Small Business Loan Demand - Historical Chart
Gray shaded areas indicate U.S. recessions.
Source: Federal Reserve FRED, Series DRSDCIS. Shaded areas = NBER recession dates. Updated 2026-03-09.
Flat Demand Is Not Good News
A zero reading on loan demand sounds neutral. It is not. When you pair 0.0% net demand with 8.9% net tightening, you get a picture of discouraged borrowers, not satisfied ones.
The NFIB Small Business Optimism Survey confirms this. Small business owners consistently rank "availability of credit" as a growing concern, even as they report not applying. The reason is straightforward: why spend two months assembling paperwork for a loan application that your banker already told you informally has a low chance of approval?
This is the credit equivalent of discouraged workers in the labor market -- people who want jobs but have stopped looking because they believe the search is futile. Small businesses that need capital have learned that banks are not lending to them at acceptable terms, so they stop asking.
The Demand Collapse of 2023
Look at the chart. Demand cratered to -53.3% in Q2 2023 -- meaning a massive majority of banks saw weaker demand. That was not businesses pulling back because they had plenty of cash. That was the moment when small businesses collectively realized that banks had shut the window. Demand has recovered to zero, but zero from that trough is still a long way from the +25% readings of the 2013-2014 recovery.
The Demand-Standards Mismatch
In a healthy credit market, demand and supply move together. Banks ease standards when they want business, and borrowers respond by applying. Right now, demand is flat while standards remain tight. That gap is a measure of credit rationing -- the market is not clearing.
For small businesses that genuinely need capital, the flat demand reading is misleading. The need exists. The willingness to endure the bank application process at current standards does not. Instead, these businesses are funding operations through credit cards (at 21% APR), merchant cash advances (at 60-350% effective APR), or not investing at all.
What Breaks This Pattern
Historically, small business loan demand recovers 2-3 quarters after banks start easing. The easing has not started yet. Until the SLOOS tightening numbers turn negative (meaning more banks are easing than tightening), do not expect a demand recovery.

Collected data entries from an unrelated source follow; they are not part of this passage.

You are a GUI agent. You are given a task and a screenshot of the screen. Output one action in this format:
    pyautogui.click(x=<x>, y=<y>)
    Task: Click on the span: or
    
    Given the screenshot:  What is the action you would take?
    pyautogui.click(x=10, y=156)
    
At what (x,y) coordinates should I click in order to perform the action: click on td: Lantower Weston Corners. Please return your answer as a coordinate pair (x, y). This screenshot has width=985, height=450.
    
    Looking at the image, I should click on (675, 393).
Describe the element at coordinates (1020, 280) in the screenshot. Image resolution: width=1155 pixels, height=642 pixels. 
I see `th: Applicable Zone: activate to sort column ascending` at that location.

And without demand recovery, small business investment, hiring, and growth remain suppressed.
Frequently Asked Questions
The SLOOS reports 0.0% net stronger demand from small firms in Q1 2026. Zero means equal numbers of banks see stronger and weaker demand. In context, this flat reading follows a deep trough and signals discouraged borrowers, not satisfied ones.

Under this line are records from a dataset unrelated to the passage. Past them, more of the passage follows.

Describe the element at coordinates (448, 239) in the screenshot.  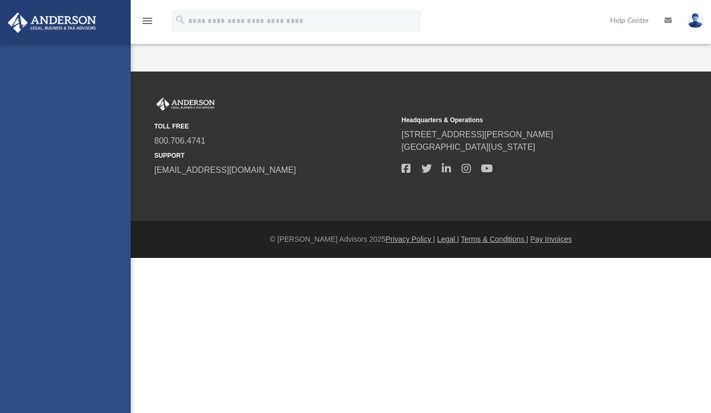
I see `a: Legal |` at that location.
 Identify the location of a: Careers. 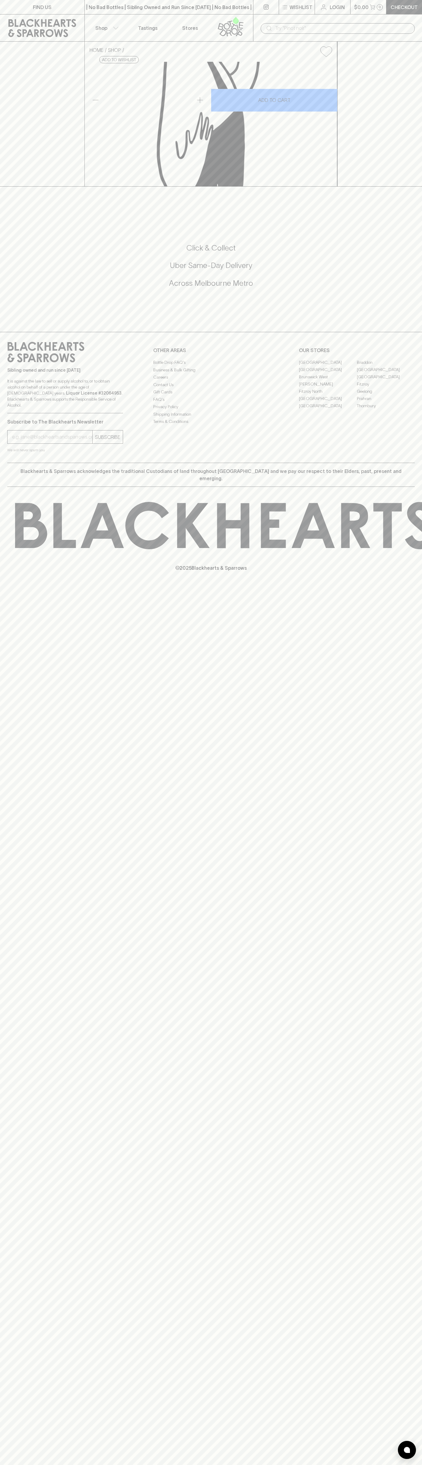
(211, 377).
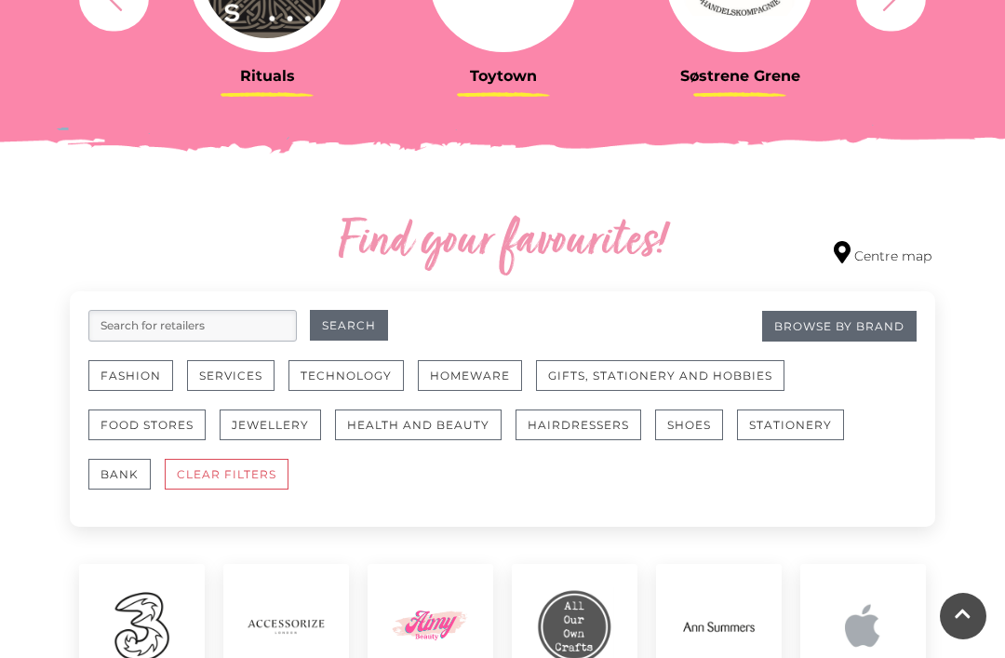 The width and height of the screenshot is (1005, 658). Describe the element at coordinates (503, 243) in the screenshot. I see `h2: Find your favourites!` at that location.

Demand collapsed in 2023 as banks tightened standards sharply. Many small business owners stopped applying after informal discussions with their bankers made clear that approval odds were low. The need for capital exists, but the willingness to pursue bank financing does not.
When demand is flat (0.0%) and standards are tight (8.9% net tightening), the credit market is not clearing. Businesses that need capital are not applying because they know conditions are unfavorable. This is credit rationing.
Historically, demand recovers 2-3 quarters after banks start easing standards. Until the SLOOS tightening readings turn negative -- meaning more banks are easing than tightening -- expect flat to weak demand.
The 10-year average is -10.8%, which is negative. The decade includes the severe demand drops of COVID and 2023. Sustained positive demand has been rare outside of brief recovery windows.
Federal Reserve FRED series DRSDCIS, from the quarterly SLOOS survey covering demand perceptions at approximately 80 large domestic banks.